Notice: This fireplace mantel will be available for viewing at our premises starting from December 15, 2025.
Let’s imagine that one of the thousand architects working for the Ferrero family (the richest in Italy) is looking for a fireplace for one of their thousand villas, and that it should meet the following criteria:
A) Big, powerful, about a metre and a half wide…
B) With strong yet soft lines, almost sensual, you know?
C) Fairly deep, to look more proportionate…
D) Carved in a refined and absolutely precious marble (PORTORO MARBLE IS THE MOST PRECIOUS IN THE WORLD)…
E) Oh, I almost forgot — WITH GOLD-COLOURED VEINING…
F) And of course: Absolutely complete with its original fireback, ABSOLUTELY GOLDEN AS WELL — WHICH, COINCIDENTALLY, IS MY CLIENTS’ FAVOURITE COLOUR...
G) Naturally, considering the importance of the client, the fireplace must be PERFECT...
Well, tell me — with all these demands, where else could this Nutella-loving architect possibly find such a BIJOU if not at Artis?! (Yes, I’m being cheeky and a little presumptuous — truth is, a fireplace like this comes through here only once in a blue moon. But this time, the stars aligned, and I hope you’ll forgive me for using it to show off the great variety we offer in our warehouse.)
Well then, if such an architect were to come my way with these requests, I’d answer like this:
“Would you believe it, dear architect — just two or three days ago, we completed the ‘maquillage’ on a stunning Louis XIV fireplace IN PERFECT CONDITION, CARVED IN THE ULTRA-PRECIOUS PORTORO MARBLE (THE QUARRY HAS BEEN EXHAUSTED FOR 50 YEARS NOW) AND — AS IF BY FATE — COMPLETE WITH A FIREBACK IN A CHARMING, GOLDEN... BRASS SHEET!!!”
Let me close this commentary with something I care deeply about and have never written on the site.
You should know that many clients think a brass fireback is less valuable than a cast iron one. It’s not so. A cast iron fireback is the result of a “quick” mould casting, while a brass fireback required days of precise labour — hammering brass sheets with wooden mallets over an anvil, periodically heating the brass in a charcoal forge to soften it.
All of the shaping was done gradually over days and days, with care and the kind of expertise only “old-school” blacksmiths had.
ITS ORIGIN DATES BACK TO BETWEEN 1840 AND 1860, AND ITS CONDITION IS FLAWLESS.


▶ [Directions] Repeat every line of the data exactly; no picture belongs in the copy.

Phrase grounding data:
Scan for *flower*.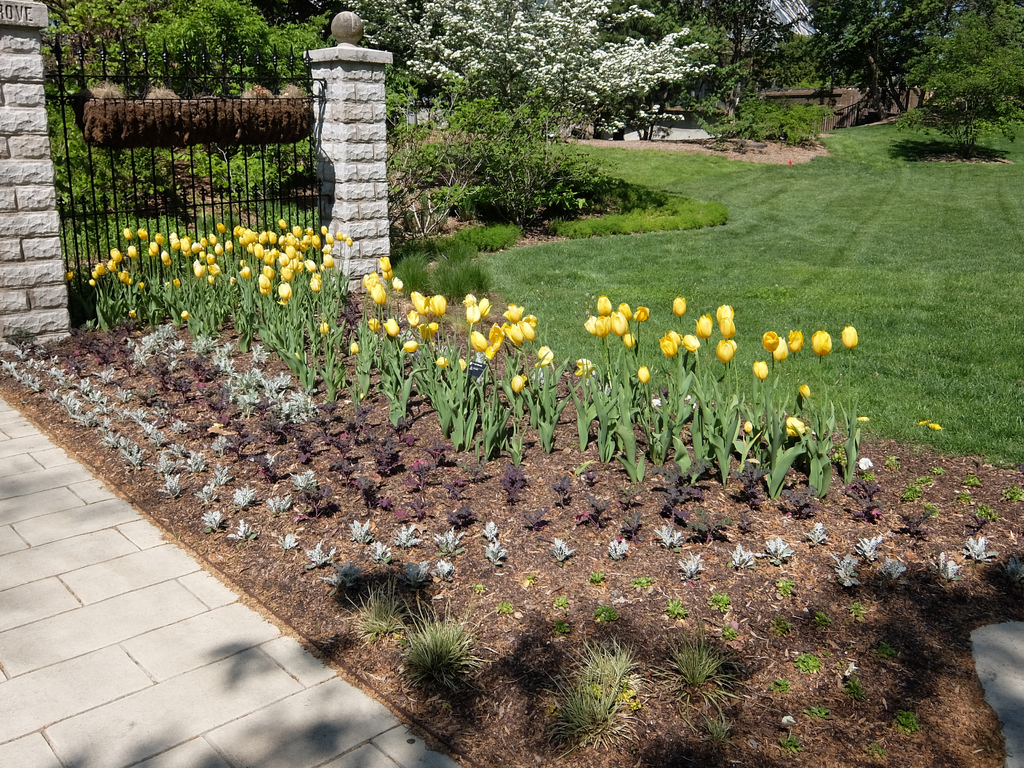
Scan result: (x1=692, y1=313, x2=712, y2=338).
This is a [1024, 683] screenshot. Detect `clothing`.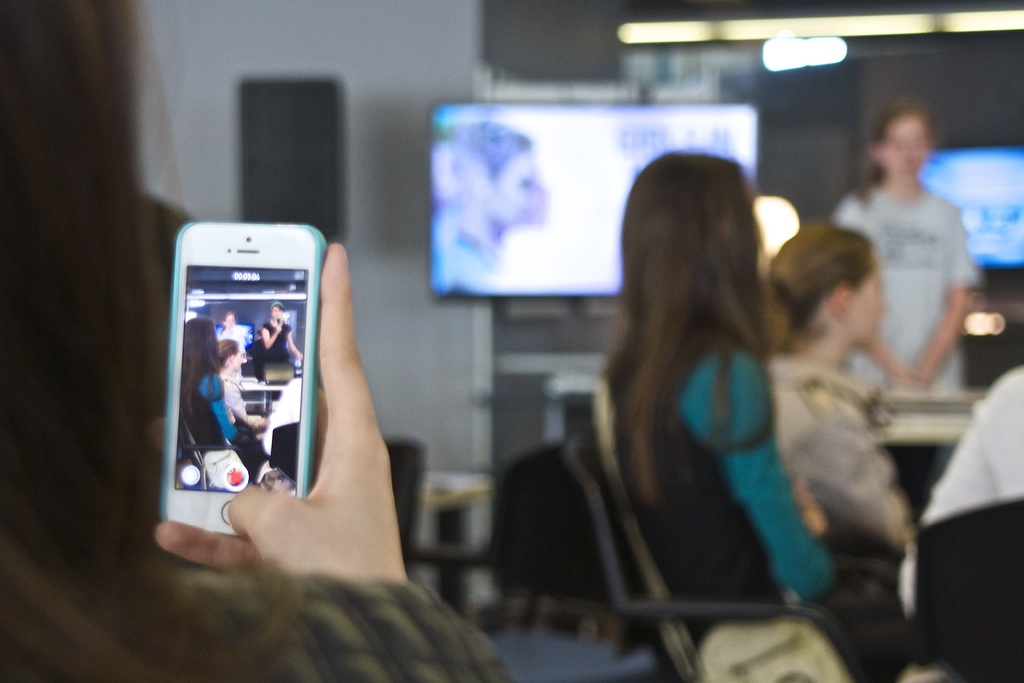
(257,374,300,458).
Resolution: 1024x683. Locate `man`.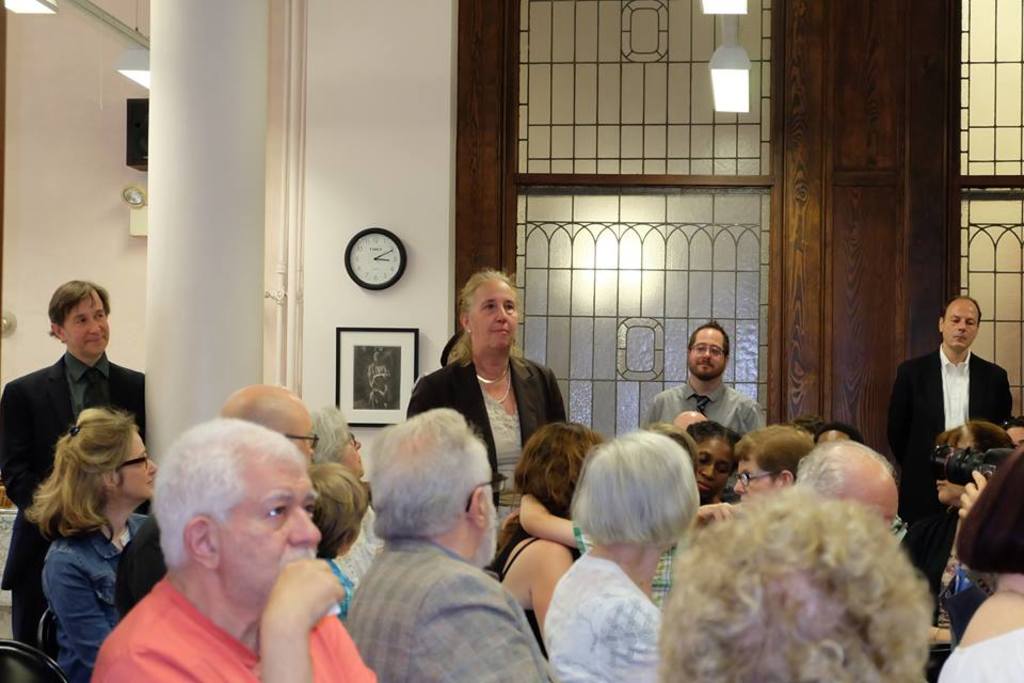
{"left": 816, "top": 425, "right": 865, "bottom": 446}.
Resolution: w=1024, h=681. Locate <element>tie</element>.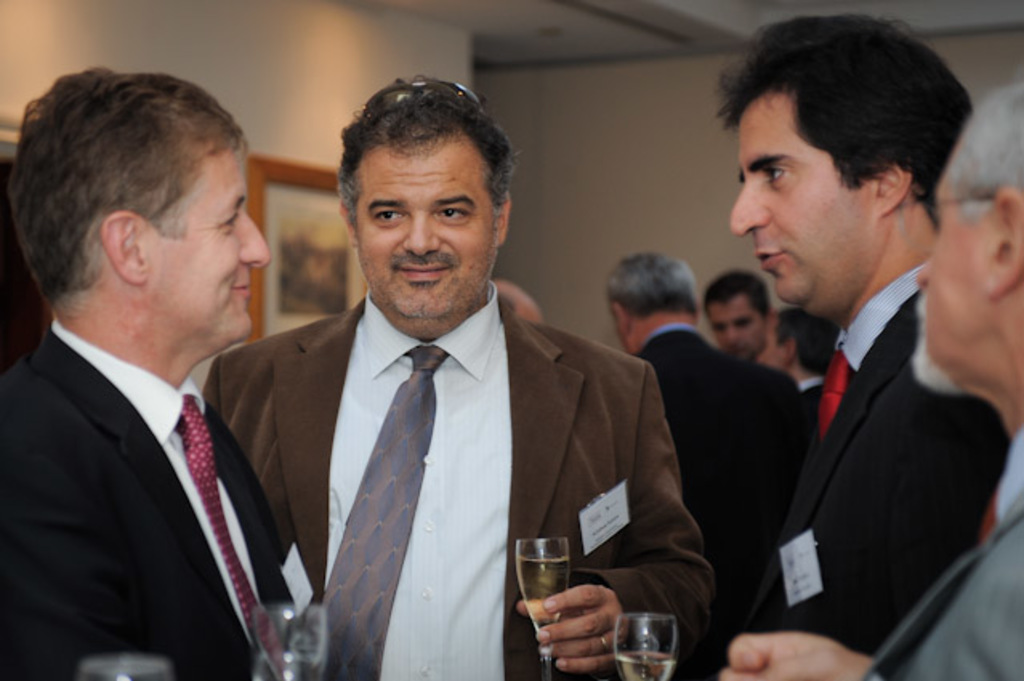
bbox=(817, 335, 856, 439).
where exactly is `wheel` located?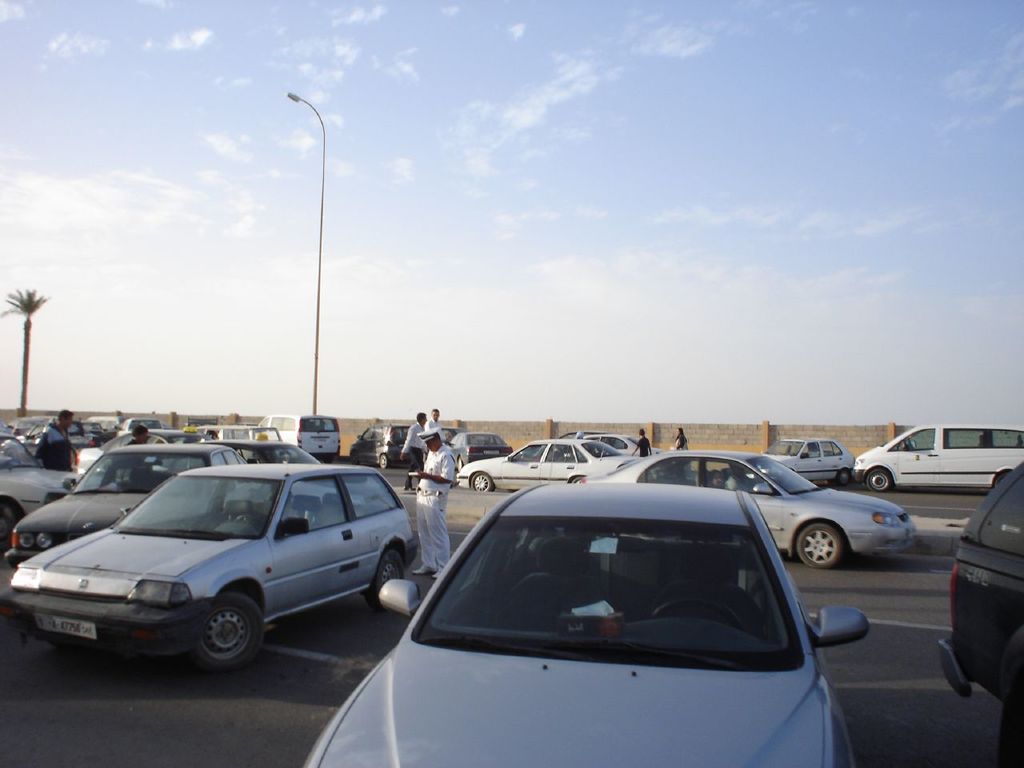
Its bounding box is 473,472,496,490.
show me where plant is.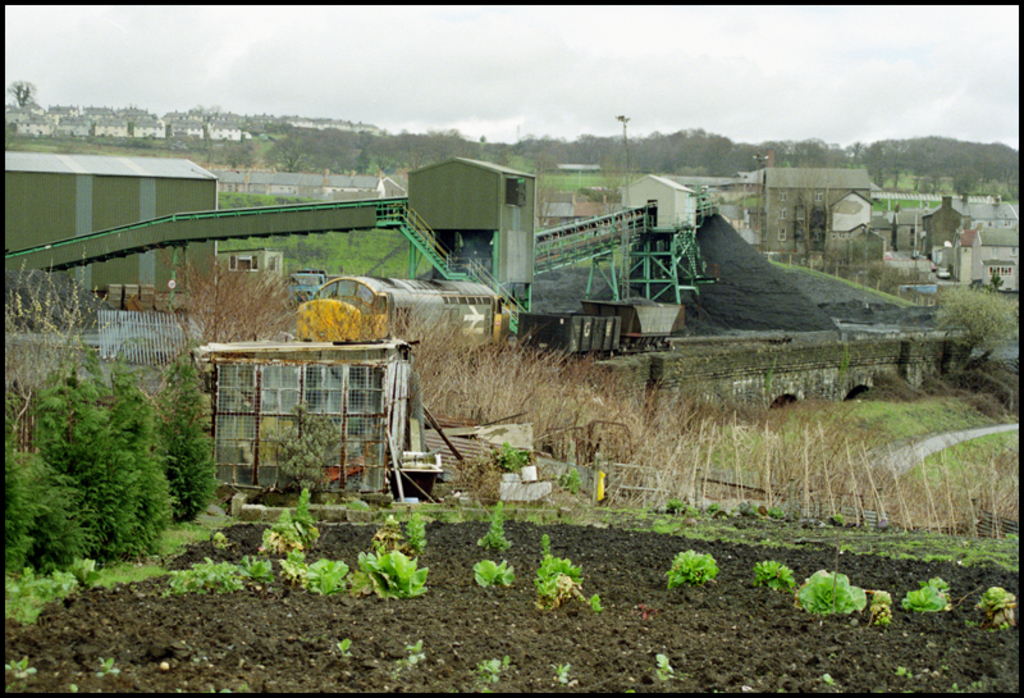
plant is at l=748, t=555, r=800, b=585.
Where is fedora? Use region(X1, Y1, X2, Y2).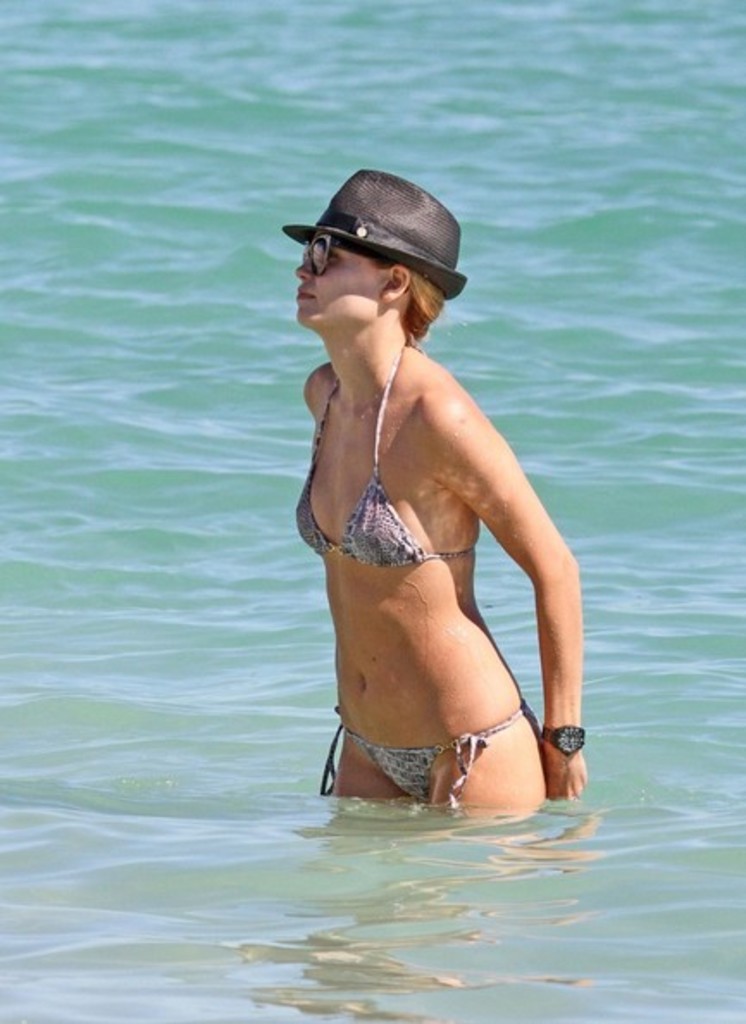
region(281, 165, 463, 293).
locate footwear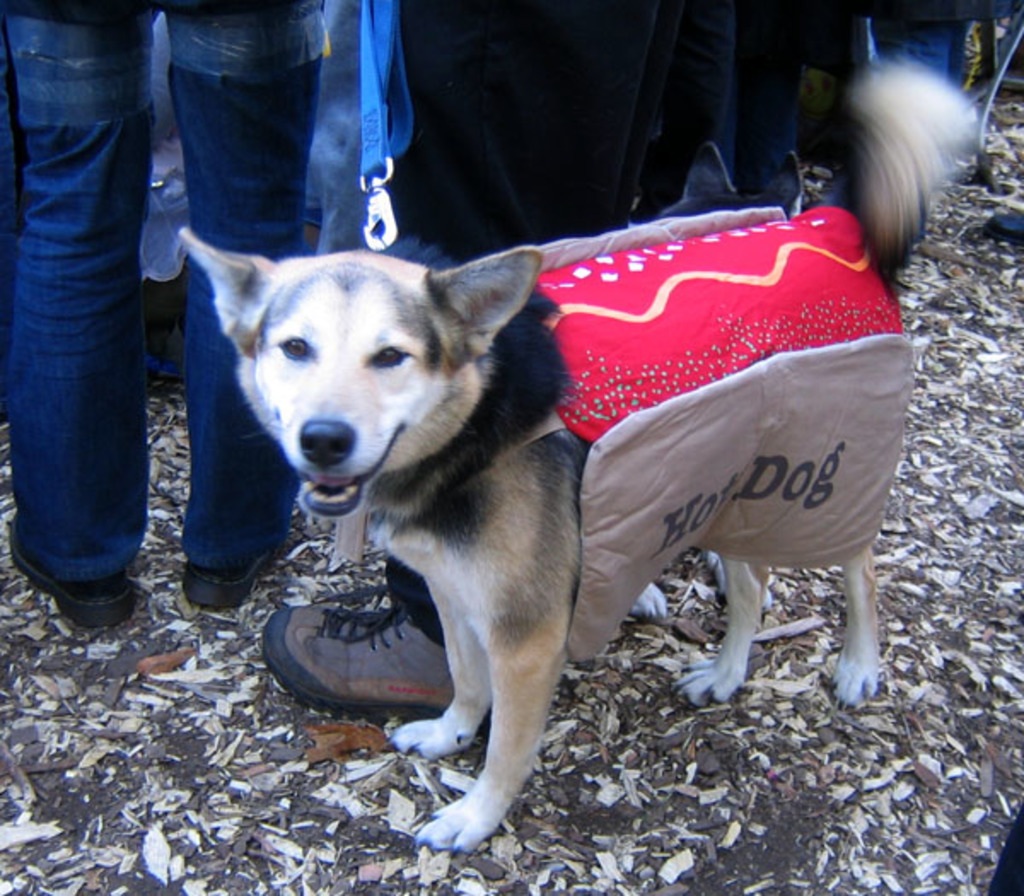
256/575/459/713
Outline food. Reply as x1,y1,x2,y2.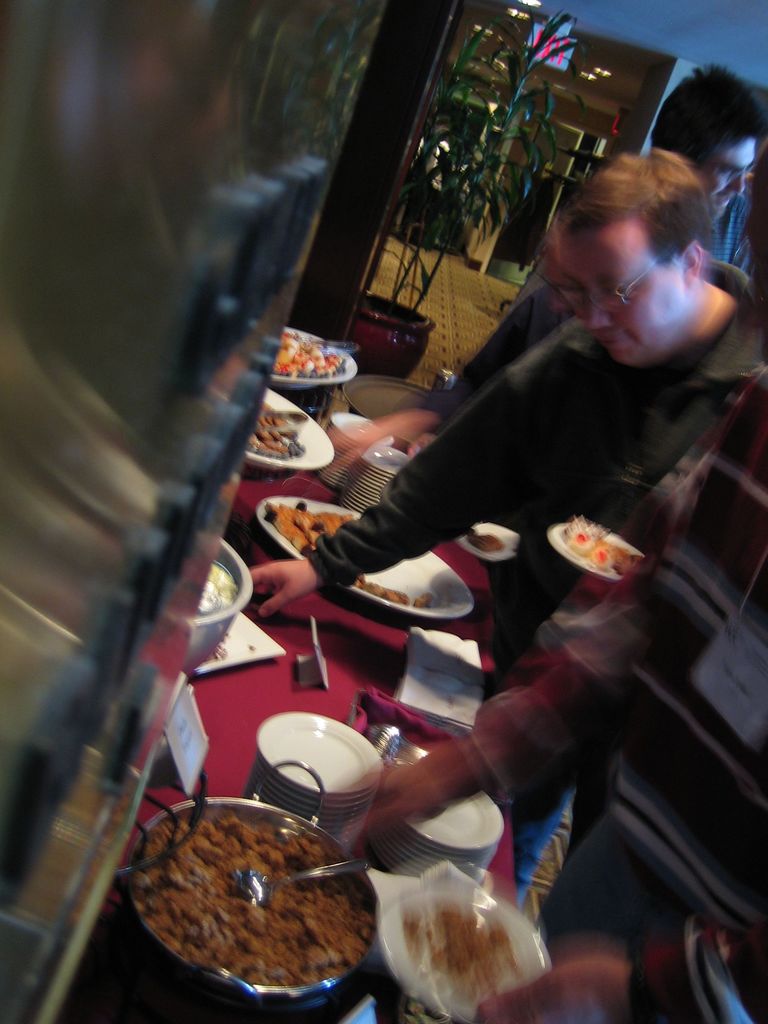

▶ [Result of the exercise]
Scan for *flower*.
Scan result: (x1=692, y1=313, x2=712, y2=338).
This is a [1024, 683] screenshot. Detect `clothing`.
(257,374,300,458).
Resolution: 1024x683. Locate `man`.
{"left": 816, "top": 425, "right": 865, "bottom": 446}.
Resolution: w=1024, h=681. Locate <element>tie</element>.
bbox=(817, 335, 856, 439).
where exactly is `wheel` located?
Its bounding box is 473,472,496,490.
show me where plant is.
plant is at l=748, t=555, r=800, b=585.
Where is fedora? Use region(X1, Y1, X2, Y2).
region(281, 165, 463, 293).
locate footwear
256/575/459/713
Outline food. Reply as x1,y1,x2,y2.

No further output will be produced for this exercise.